I want my auditable (@CreatedDate
and @LastModifiedDate
) MongoDB document to work with ZonedDateTime
fields.
Apparently this type is not supported by Spring Data (have a look at org.springframework.data.auditing.AnnotationAuditingMetadata
).
Framework version: Spring Boot 2.0.0 and Spring Data MongoDB 2.0.0
java.lang.IllegalArgumentException: Invalid date type for member <MEMBER NAME>!
Supported types are [org.joda.time.DateTime, org.joda.time.LocalDateTime, java.util.Date, java.lang.Long, long].
@Configuration
@EnableMongoAuditing
public class MongoConfiguration {
}
public abstract class BaseDocument {
@CreatedDate
private ZonedDateTime createdDate;
@LastModifiedDate
private ZonedDateTime lastModifiedDate;
}
I also tried creating a custom converter for ZonedDateTime
, but it is not considered by Spring Data.
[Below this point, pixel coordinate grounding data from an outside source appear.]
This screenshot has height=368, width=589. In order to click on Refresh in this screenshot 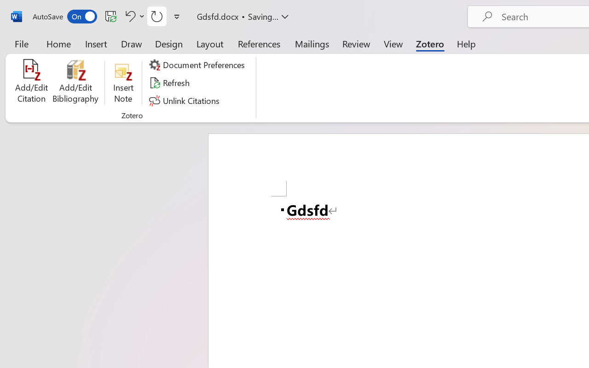, I will do `click(170, 83)`.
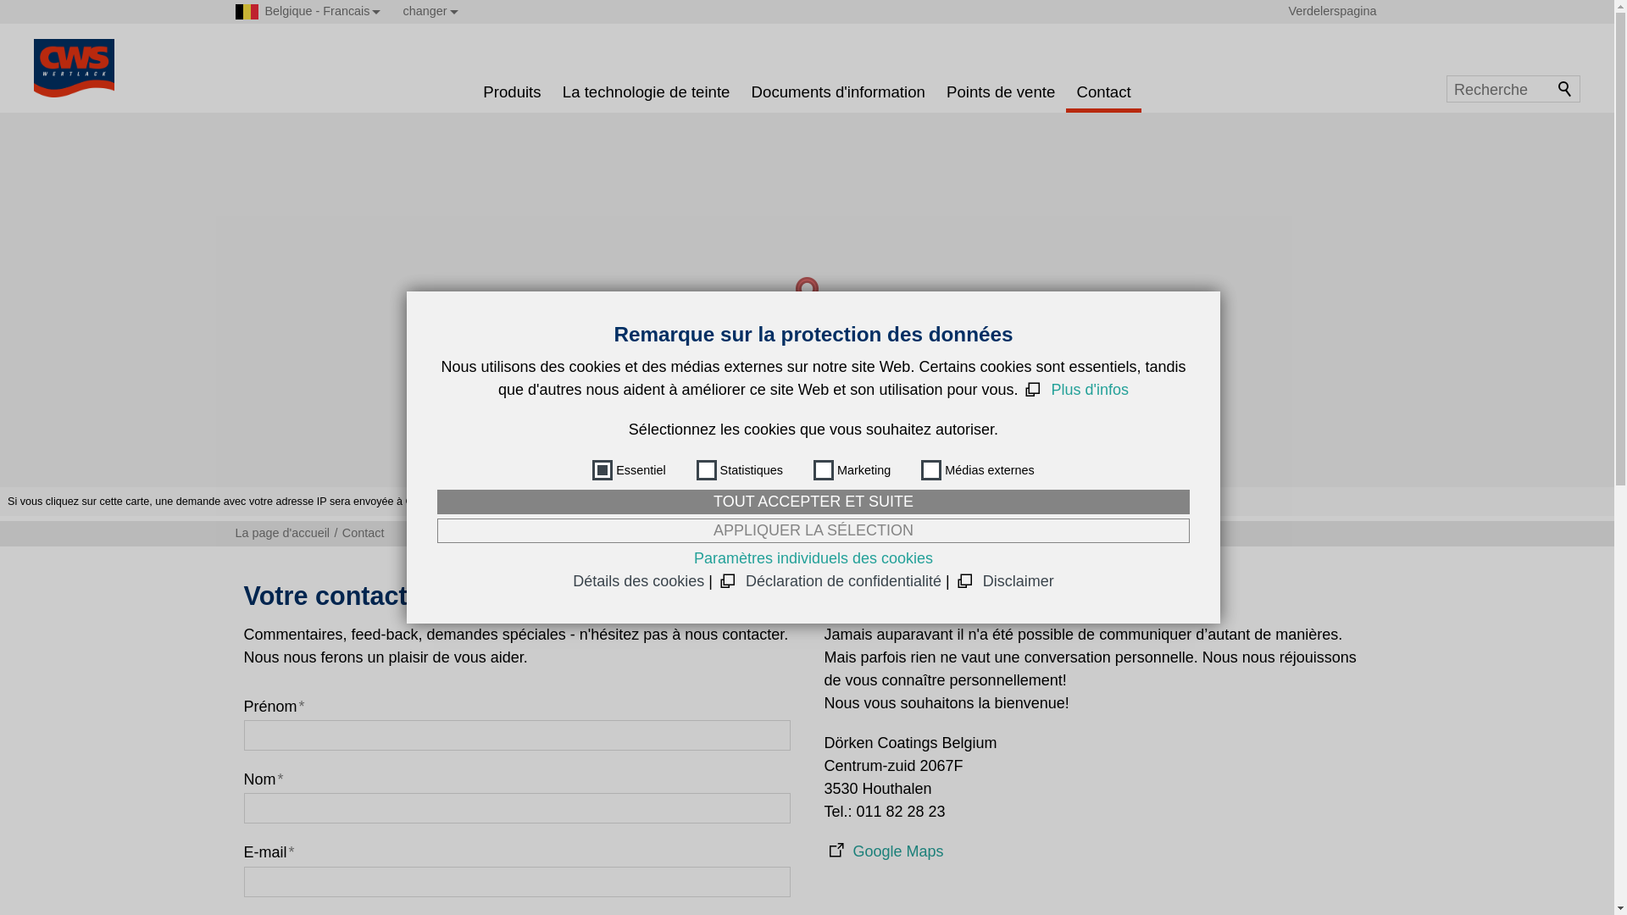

The class DateConvertingAuditableBeanWrapper
has a ConversionService
which is configured in the constructor method with JodaTimeConverters
, Jsr310Converters
and ThreeTenBackPortConverters
.
@Component
public class LocalDateTimeToZonedDateTimeConverter implements Converter<LocalDateTime, ZonedDateTime> {
@Override
public ZonedDateTime convert(LocalDateTime source) {
return source.atZone(ZoneId.systemDefault());
}
}
class DefaultAuditableBeanWrapperFactory implements AuditableBeanWrapperFactory {
abstract static class DateConvertingAuditableBeanWrapper implements AuditableBeanWrapper {
private final ConversionService conversionService;
}
}
Is it possible to audit ZonedDateTime
fields?
How can I register a converter?
Create a DateTimeProvider
to provide the current time to be used when auditing:
@Component("dateTimeProvider")
public class CustomDateTimeProvider implements DateTimeProvider {
@Override
public Optional<TemporalAccessor> getNow() {
return Optional.of(ZonedDateTime.now());
}
}
And then:
DateTimeProvider
component in the @EnableMongoAuditing
annotation;Converter
s for Date
and ZonedDateTime
;Converter
instances to a MongoCustomConversions
instance;MongoCustomConversions
instance as a @Bean
.@Configuration
@EnableMongoAuditing(dateTimeProviderRef = "dateTimeProvider")
public class MongoConfiguration {
@Bean
public MongoCustomConversions customConversions() {
List<Converter<?, ?>> converters = new ArrayList<>();
converters.add(new DateToZonedDateTimeConverter());
converters.add(new ZonedDateTimeToDateConverter());
return new MongoCustomConversions(converters);
}
class DateToZonedDateTimeConverter implements Converter<Date, ZonedDateTime> {
@Override
public ZonedDateTime convert(Date source) {
return source == null ? null :
ZonedDateTime.ofInstant(source.toInstant(), ZoneId.systemDefault());
}
}
class ZonedDateTimeToDateConverter implements Converter<ZonedDateTime, Date> {
@Override
public Date convert(ZonedDateTime source) {
return source == null ? null : Date.from(source.toInstant());
}
}
}
I wouldn't, however, use ZonedDateTime
for this purpose. I would stick to OffsetDateTime
:
OffsetDateTime
,ZonedDateTime
andInstant
all store an instant on the time-line to nanosecond precision. Instant is the simplest, simply representing the instant.OffsetDateTime
adds to the instant the offset from UTC/Greenwich, which allows the local date-time to be obtained.ZonedDateTime
adds full time-zone rules.It is intended that
ZonedDateTime
orInstant
is used to model data in simpler applications. This class may be used when modeling date-time concepts in more detail, or when communicating to a database or in a network protocol.